Cool Things

Arthur Capper's Stained Glass Windows

As a United States Senator, Arthur Capper worked to create the farm bloc, a group of senators from agricultural states voting together on issues that helped the farmer.

Long before becoming a senator, though, he celebrated the farmer in his Topeka home in the form of stained glass windows.

Click for a larger image of this stained glass window.

These windows depict the early days of agriculture in Kansas and show scenes of plowing, planting, and harvesting. The first set of windows depicts a team of horses pulling a plow across a field (pictured at top, left). The second set features a man spreading seeds before a field of ripened wheat (below, right). The third set shows two men harvesting grain with scythes (below, left).

When Capper built his home at 1035 Topeka Boulevard in 1910, the windows were placed on a landing of the grand staircase leading to the second floor.

Image of Capper stained glass window

Arthur Capper (1865-1951), a native of Garnett, was a successful newspaperman who owned several papers, including the Topeka Daily Capital. As his business enterprises grew he became better known around the state, enabling him to enter politics. In 1912 he lost the closest governor's race in state history--just 29 votes kept him out of office. Two years later he ran again and won, serving as governor from 1915 to 1919. Because his Topeka Boulevard residence was a short distance from the Capitol, Capper chose to live there during his term rather than at the Governor's Mansion at 801 Buchanan.

When Capper began his thirty-year career in the United States Senate in 1919, he and his wife, Florence, moved out of their home. His successor as governor, Henry J. Allen, was permitted to use the Capper home during his term. The Cappers themselves would never live there again. Florence Capper died in 1926 and her funeral was conducted from the house, but when Arthur returned to Topeka from Washington, he chose instead to live in rooms at the Jayhawk Hotel.

Image of Capper stained glass window.

In 1927 Capper acquired radio station WIBW, originally licensed to operate in Logansport, Indiana, and moved it into an office building in downtown Topeka. In 1934 he moved it again, this time into the Capper home, with studios on the first floor and offices on the second. The radio station operated from this building until 1957.

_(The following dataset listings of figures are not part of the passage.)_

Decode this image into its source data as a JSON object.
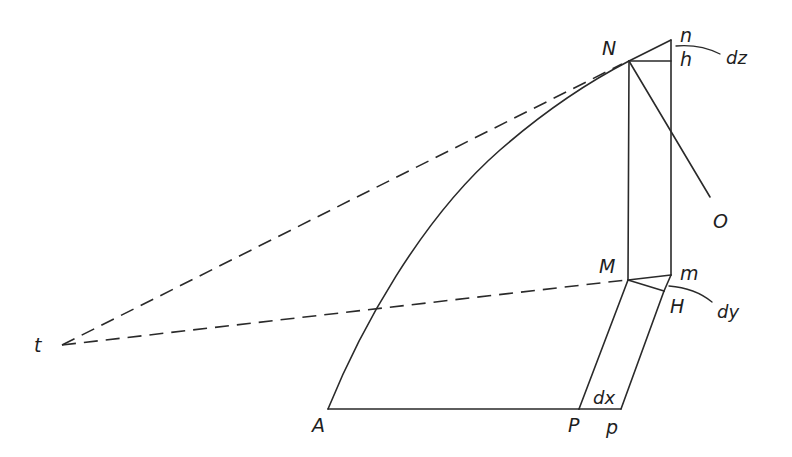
{
  "diagram": {
    "type": "geometric-construction",
    "stroke_color": "#2a2a2a",
    "label_color": "#1e1e1e",
    "points": {
      "t": {
        "label": "t",
        "x": 62,
        "y": 345
      },
      "A": {
        "label": "A",
        "x": 328,
        "y": 409
      },
      "P": {
        "label": "P",
        "x": 579,
        "y": 409
      },
      "p": {
        "label": "p",
        "x": 621,
        "y": 409
      },
      "M": {
        "label": "M",
        "x": 628,
        "y": 280
      },
      "m": {
        "label": "m",
        "x": 671,
        "y": 275
      },
      "H": {
        "label": "H",
        "x": 664,
        "y": 291
      },
      "N": {
        "label": "N",
        "x": 629,
        "y": 61
      },
      "n": {
        "label": "n",
        "x": 671,
        "y": 40
      },
      "h": {
        "label": "h",
        "x": 671,
        "y": 61
      },
      "O": {
        "label": "O",
        "x": 708,
        "y": 204
      }
    },
    "differentials": {
      "dx": "dx",
      "dy": "dy",
      "dz": "dz"
    },
    "elements": [
      {
        "kind": "curve",
        "from": "A",
        "to": "N",
        "style": "solid"
      },
      {
        "kind": "segment",
        "from": "A",
        "to": "P",
        "style": "solid"
      },
      {
        "kind": "segment",
        "from": "P",
        "to": "p",
        "style": "solid"
      },
      {
        "kind": "segment",
        "from": "P",
        "to": "M",
        "style": "solid"
      },
      {
        "kind": "segment",
        "from": "p",
        "to": "H",
        "style": "solid"
      },
      {
        "kind": "segment",
        "from": "H",
        "to": "m",
        "style": "solid"
      },
      {
        "kind": "segment",
        "from": "M",
        "to": "m",
        "style": "solid"
      },
      {
        "kind": "segment",
        "from": "M",
        "to": "H",
        "style": "solid"
      },
      {
        "kind": "segment",
        "from": "M",
        "to": "N",
        "style": "solid"
      },
      {
        "kind": "segment",
        "from": "m",
        "to": "n",
        "style": "solid"
      },
      {
        "kind": "segment",
        "from": "N",
        "to": "h",
        "style": "solid"
      },
      {
        "kind": "segment",
        "from": "N",
        "to": "n",
        "style": "solid"
      },
      {
        "kind": "segment",
        "from": "N",
        "to": "O",
        "style": "solid"
      },
      {
        "kind": "segment",
        "from": "t",
        "to": "N",
        "style": "dashed"
      },
      {
        "kind": "segment",
        "from": "t",
        "to": "M",
        "style": "dashed"
      }
    ]
  }
}
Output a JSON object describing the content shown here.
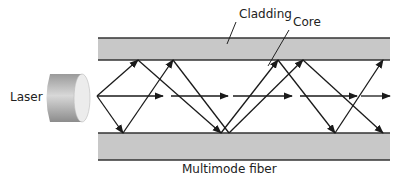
{
  "diagram": {
    "title": "Multimode fiber",
    "labels": {
      "laser": "Laser",
      "cladding": "Cladding",
      "core": "Core",
      "caption": "Multimode fiber"
    },
    "colors": {
      "cladding_fill": "#c8c8c8",
      "border": "#333333",
      "ray": "#1a1a1a",
      "laser_dark": "#8a8a8a",
      "laser_light": "#e6e6e6"
    },
    "rays": [
      {
        "name": "ray-high-angle-1",
        "points": [
          [
            97,
            96
          ],
          [
            138,
            60
          ],
          [
            221,
            133
          ],
          [
            278,
            60
          ],
          [
            335,
            133
          ],
          [
            383,
            60
          ]
        ]
      },
      {
        "name": "ray-high-angle-2",
        "points": [
          [
            97,
            96
          ],
          [
            123,
            133
          ],
          [
            173,
            60
          ],
          [
            229,
            133
          ],
          [
            303,
            60
          ],
          [
            383,
            133
          ]
        ]
      },
      {
        "name": "ray-axial",
        "segments": [
          [
            97,
            163
          ],
          [
            171,
            228
          ],
          [
            233,
            292
          ],
          [
            300,
            357
          ],
          [
            361,
            390
          ]
        ]
      }
    ]
  }
}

For forty-seven years, these stained glass windows were viewed by the Cappers and their visitors, first by those attending state functions during the eight years the home was the governor's mansion, and later by the WIBW staff at the station. When the radio station moved its facilities to the Menninger campus in 1957, the windows also were moved and were placed at the reception desk. They were donated to the Kansas Museum of History in 2001.